In the 1980's and early 1990's, part of PULP's state funding which supported our participation on behalf of low income consumers in cases at the PSC was "deemed" by the legislature in the annual budgets to be an expense of the PSC, and so was appropriated from utility assessment special revenues. That halted in 1995 when then Governor Pataki eliminated all funding for PULP from his proposed budgets Since then, funding for PULP has been added by the Legislature each year.

When PULP sought to resume utility special revenue funding last year, the PSC indicated it was assessing utilities at the maximum level, intended to spend it all, and thus there was no "headroom" to resume this partial source of funding for PULP. Now, with the mid-year PSC budget cuts, there is some "headroom" within the existing statutory cap on assessments to provide additional support to PULP. PULP will again be seeking a special revenue appropriation in the 2009-10 state budget, and will ask the legislature, in deeming the appropriation to be expenses of the PSC for purposes of PSL 18-a, to also include language to the effect that it will be disregarded in calculating whether the PSC expense assessments are within the cap.

In reviewing the situation of the PSC budget being close to the statutory cap we noticed several situations that have had the effect of reducing the "base" of revenue that is subject to the assessment.
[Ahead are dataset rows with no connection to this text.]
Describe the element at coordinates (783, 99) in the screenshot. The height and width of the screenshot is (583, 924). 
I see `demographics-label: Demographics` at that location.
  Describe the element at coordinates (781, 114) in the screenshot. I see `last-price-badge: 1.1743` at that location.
It is time for the PSC and the legislature to reconsider policies that have allowed some utilities to avoid paying any assessment to cover real PSC regulatory expenses, and to rethink ill-considered policies that have deregulated or too lightly regulated some services to the detriment of consumers. These policies artificially reduce the revenue base that is subject to the assessments, causing the PSC to approach the statutory assessment limit at a time when it really does require more funding and resources to fulfill its mission of effective utility regulation. For example,
  • ESCOs selling electric and gas service are not being assessed even though they have a very high rate of complaints being handled by the PSC. See PULP's web page on ESCO issues. The PSC is considering assessment of ESCO revenues in a pending proceeding, where PULP first questioned the exemption of ESCOs from assessments.
  • Customers have migrated to utility services that the PSC has chosen not to regulate, such as terms and conditions of wireless service and telephone service from cable companies.
  • Even though LIPA is required to provide customer protections consistent with HEFPA, the PSC refuses to accept and decide LIPA customer complaints under HEFPA statutes establishing the Public Service Commission complaint adjudication procedures, and does not assess LIPA.